The context in which the current `debate' about Muslim women and the veil is taking place, in Britain and elsewhere in Europe, is that of the new orthodoxy, the `clash of civilisations'. This attempts to explain much of the world's political turmoil in terms of a clash between the (`secular modern') West and the (`traditionalist religion') Islam. The increased visibility of veiled bodies in Britain today has stirred a response that draws on long-standing orientalist oppositions and reworks them in the current climate of the `war on terror', connecting them to parallel racist discourses about `threats' to British culture. Sections of the British media have homogenised the variety of Muslim veiling practices and have presented the veil as an obstacle to meaningful `communication'; an example of Islamic `refusal' to embrace `modernity'. Veiled women are considered to be ungrateful subjects who have failed to assimilate and are deemed to threaten the `British' way of life.
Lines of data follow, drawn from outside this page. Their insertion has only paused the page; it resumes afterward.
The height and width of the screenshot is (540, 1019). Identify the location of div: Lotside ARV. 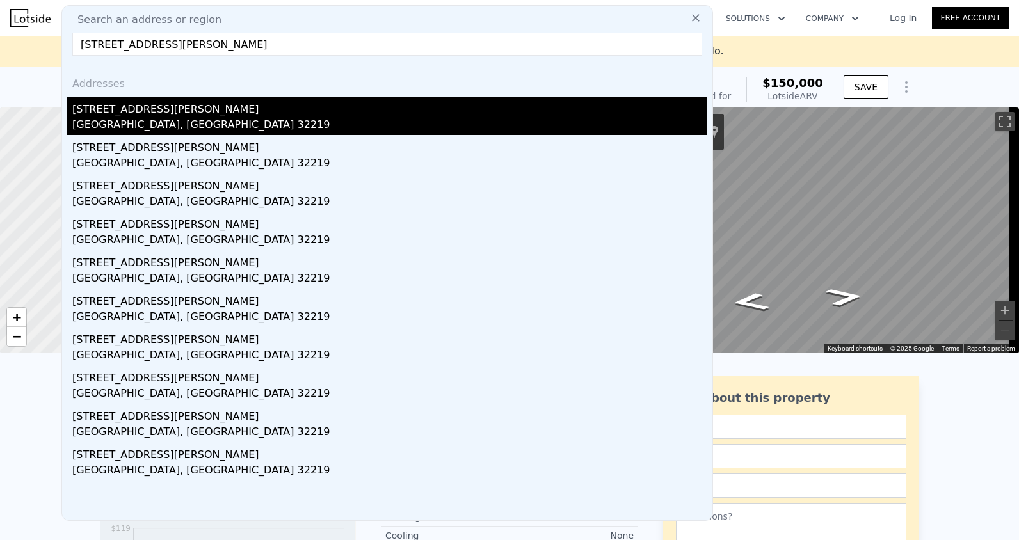
(792, 96).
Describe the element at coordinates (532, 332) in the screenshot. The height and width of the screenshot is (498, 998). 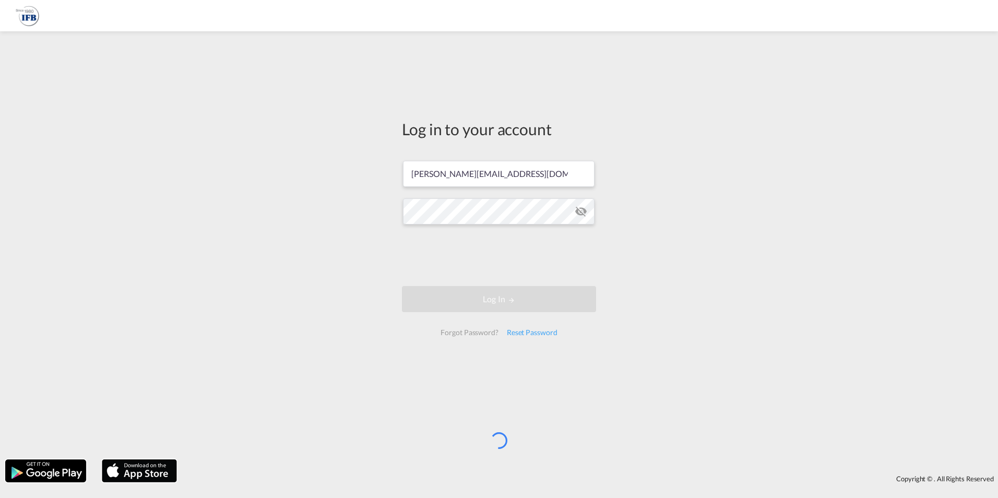
I see `div: Reset Password` at that location.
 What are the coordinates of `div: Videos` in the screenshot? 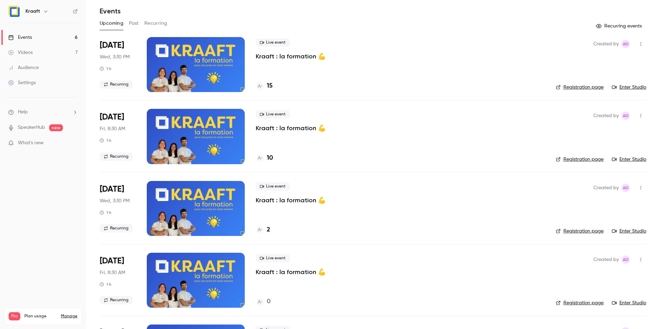 It's located at (20, 53).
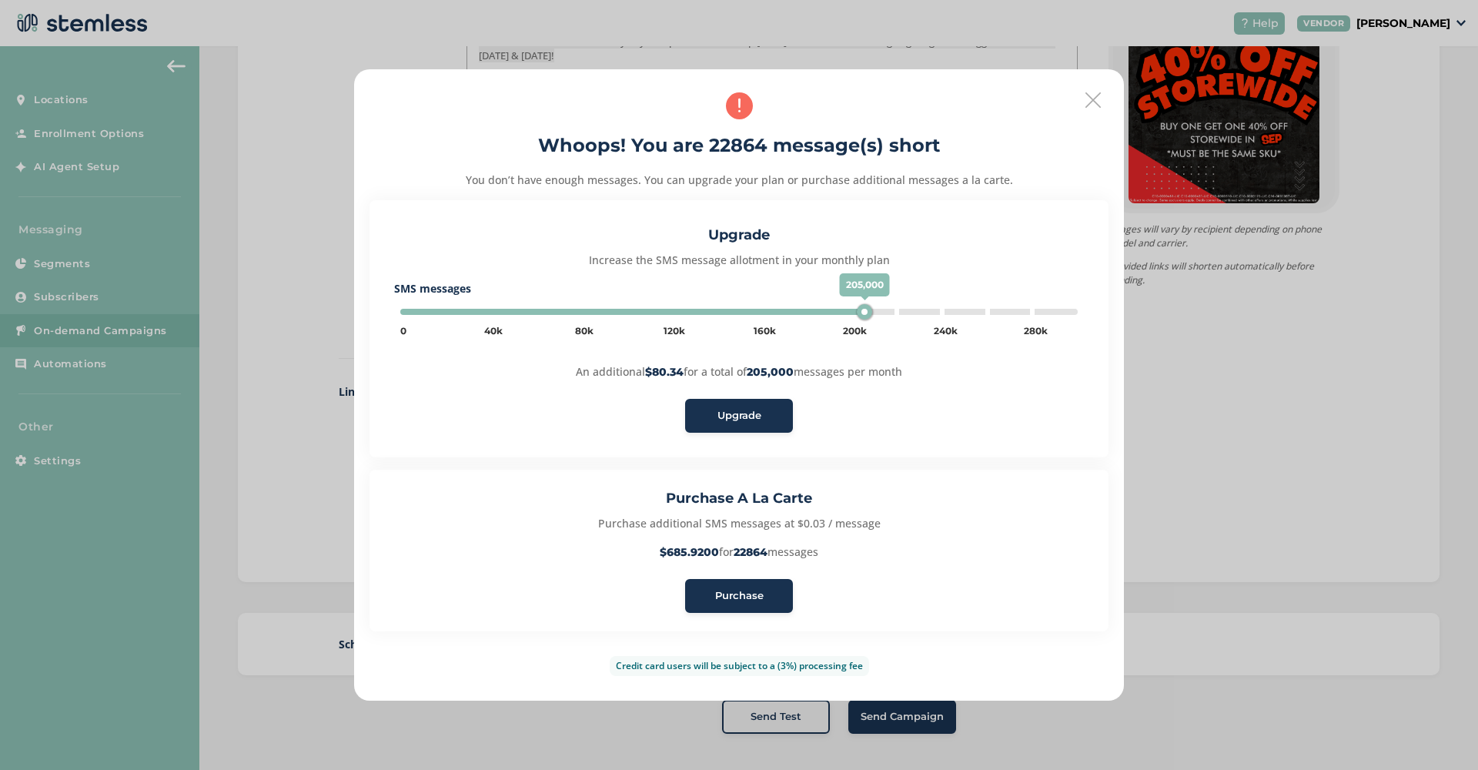 The width and height of the screenshot is (1478, 770). What do you see at coordinates (664, 372) in the screenshot?
I see `strong: $80.34` at bounding box center [664, 372].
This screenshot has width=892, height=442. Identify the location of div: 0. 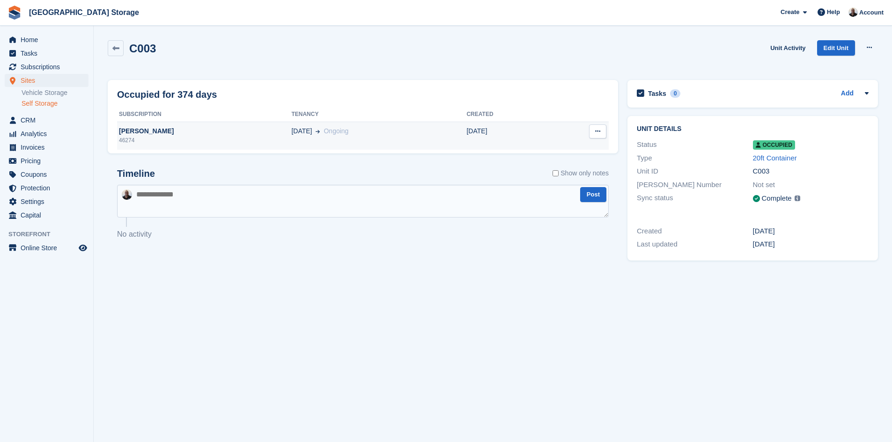
(675, 94).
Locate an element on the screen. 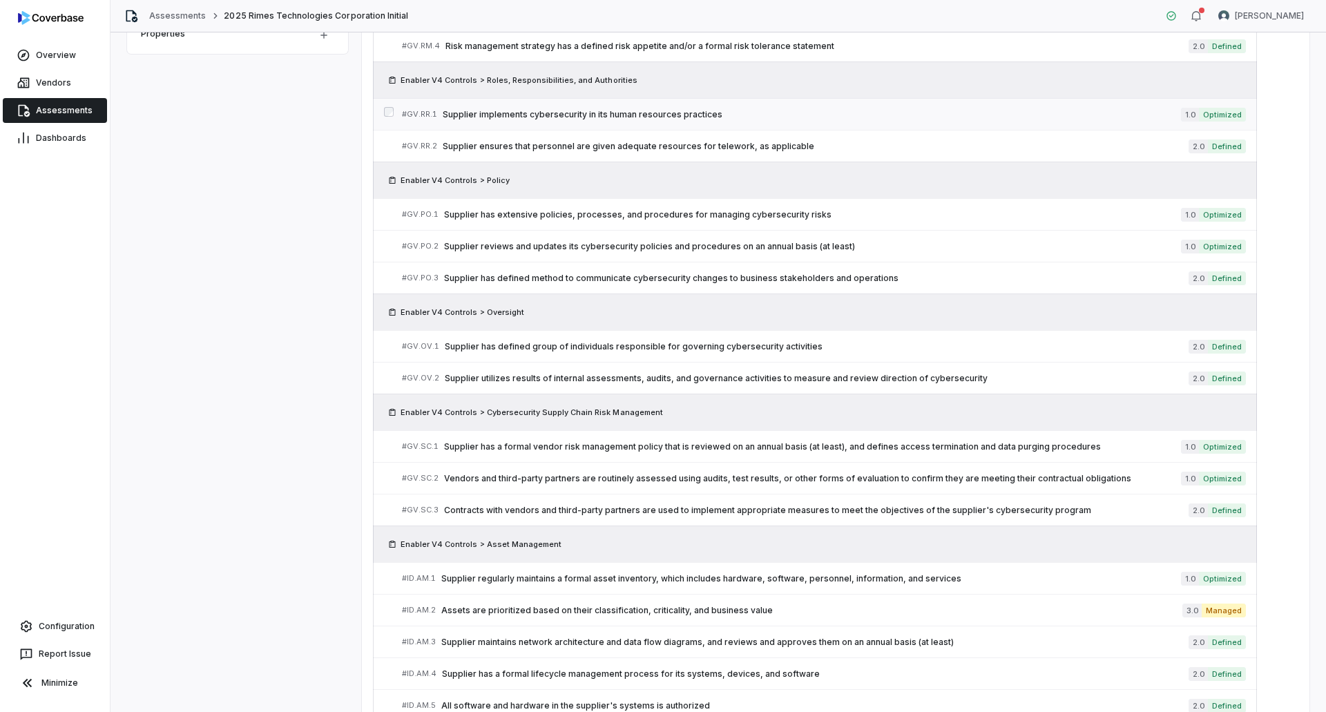  span: Minimize is located at coordinates (59, 683).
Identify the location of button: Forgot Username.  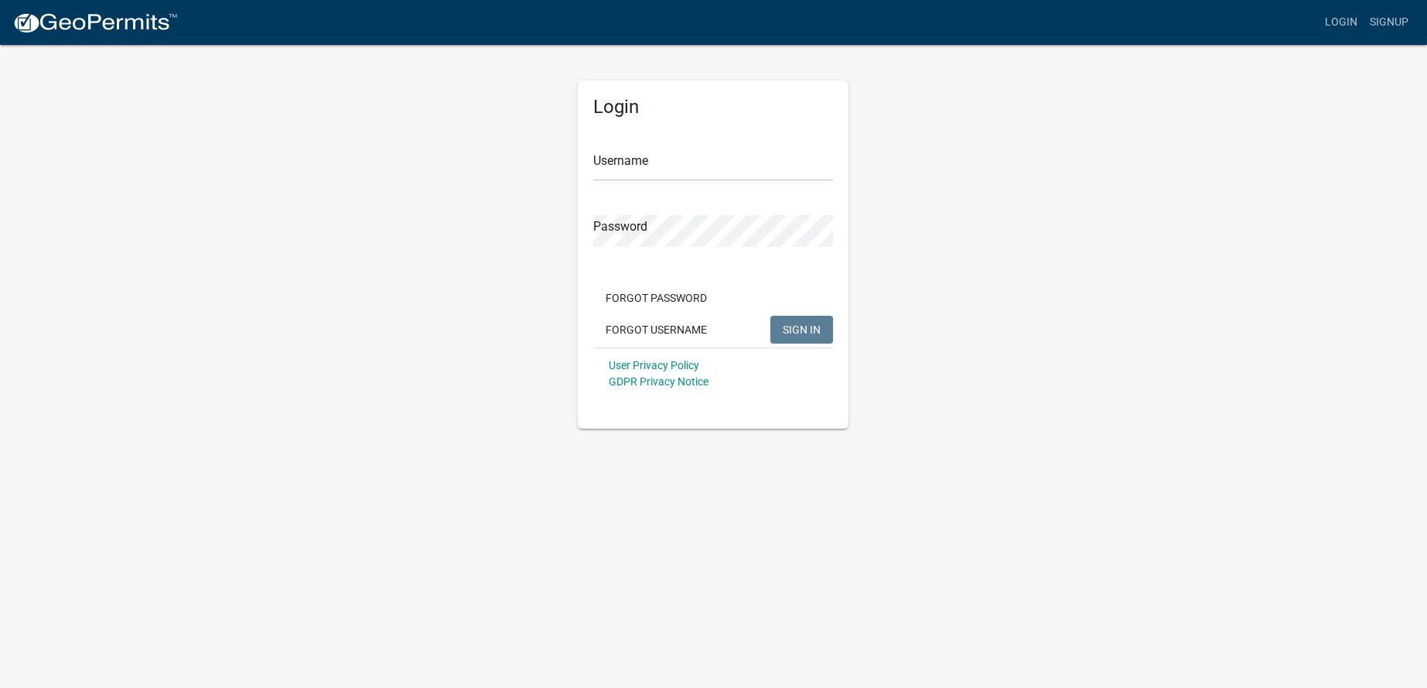
(656, 330).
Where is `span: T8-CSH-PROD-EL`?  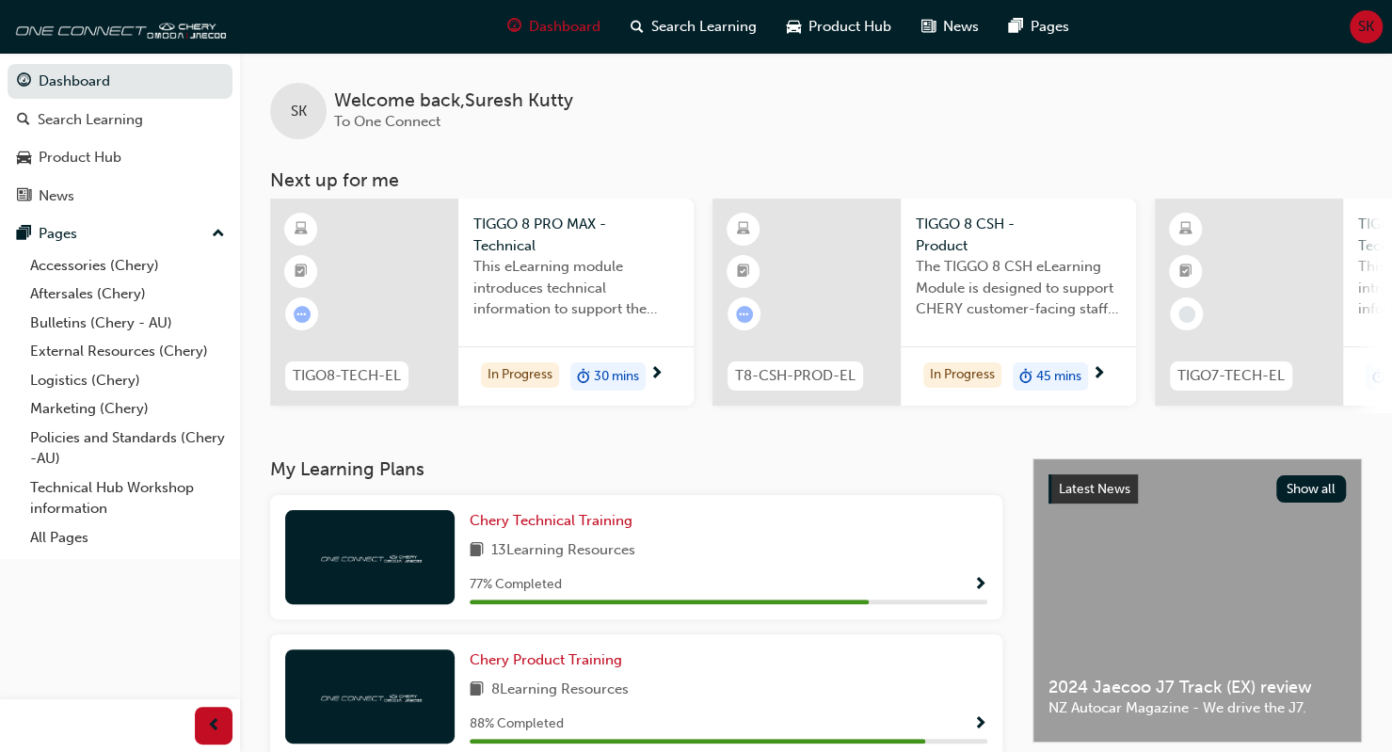 span: T8-CSH-PROD-EL is located at coordinates (795, 376).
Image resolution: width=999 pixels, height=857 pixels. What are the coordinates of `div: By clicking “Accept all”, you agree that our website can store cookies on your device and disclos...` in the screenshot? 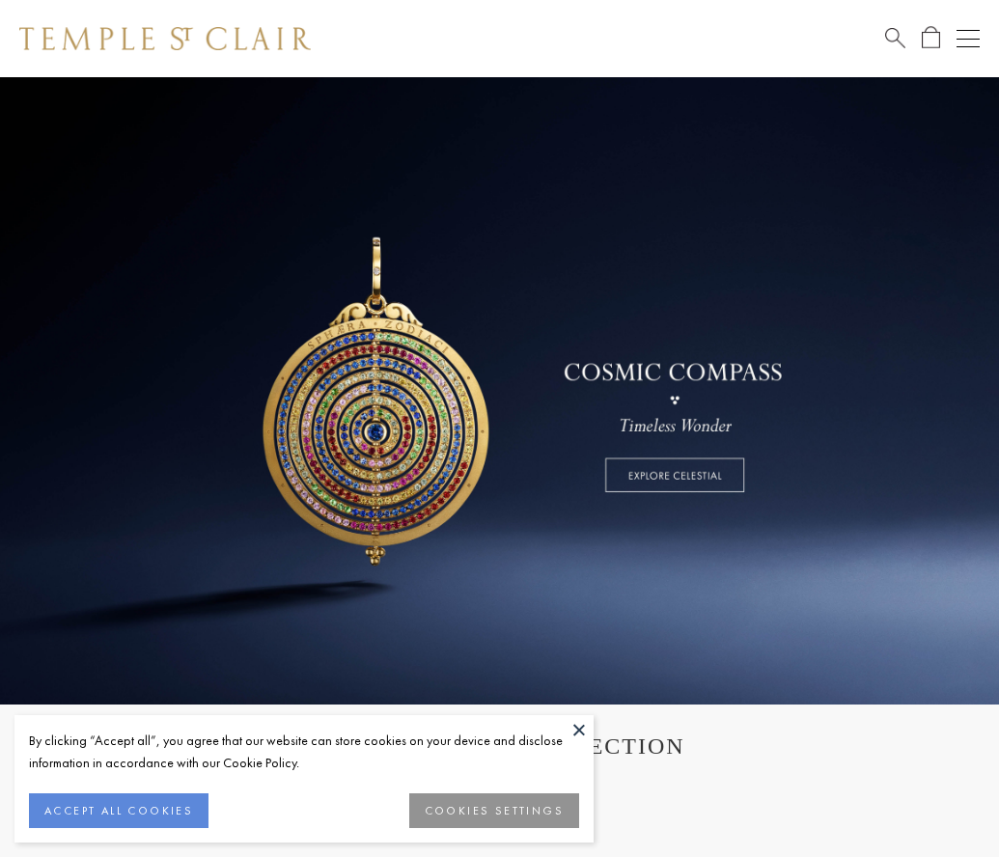 It's located at (304, 752).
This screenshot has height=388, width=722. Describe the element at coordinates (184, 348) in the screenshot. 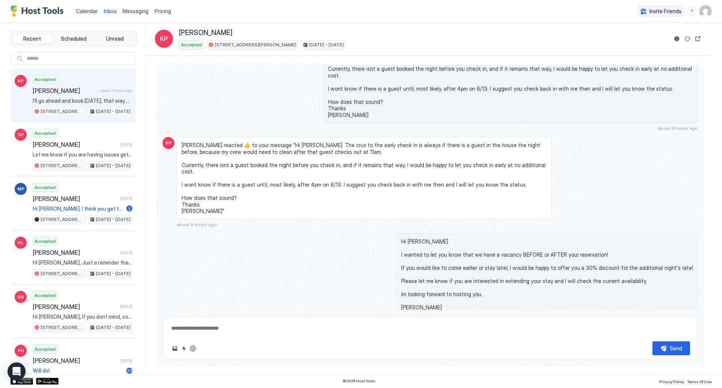

I see `button: Quick reply` at that location.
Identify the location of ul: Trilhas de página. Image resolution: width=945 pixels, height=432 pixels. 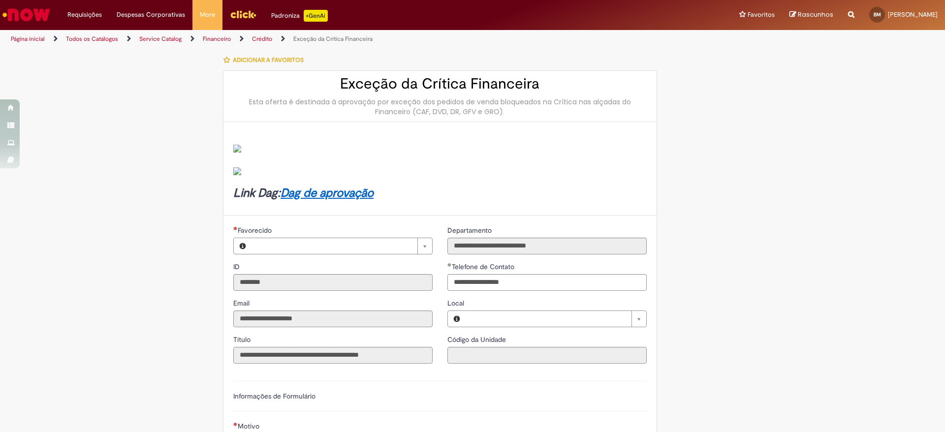
(315, 39).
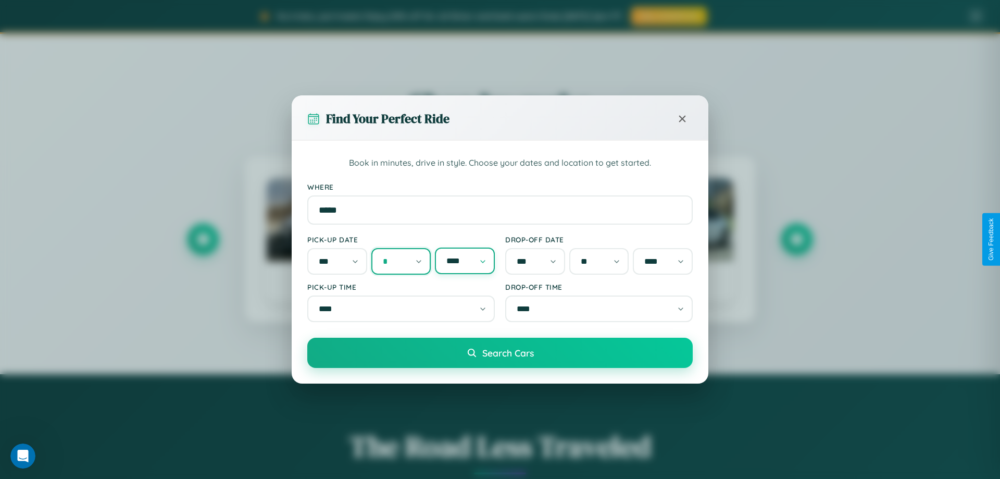 The image size is (1000, 479). What do you see at coordinates (500, 163) in the screenshot?
I see `p: Book in minutes, drive in style. Choose your dates and location to get started.` at bounding box center [500, 163].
This paper reviews the debate over the veil in Britain in the context of British foreign policy, attacks on civil liberties, the further marginalisation of poor communities and the politicisation of British Muslims, where the veil is an increasingly political image of both difference and defiance.

Item Type:

Article

Identification Number (DOI):

https://doi.org/10.1177/0306396808096394

Keywords:

assimilation, Islamophobia, multiculturalism, Muslim veil, niqab, war on terror

Departments, Centres and Research Units:

Media, Communications and Cultural Studies
Media, Communications and Cultural Studies > Goldsmiths Leverhulme Media Research Centre

Dates:

DateEvent
1 October 2008Published

Item ID:

24717

Date Deposited:

30 Oct 2018 14:41

Last Modified:

27 Feb 2019 12:18

Peer Reviewed:

Yes, this version has been peer-reviewed.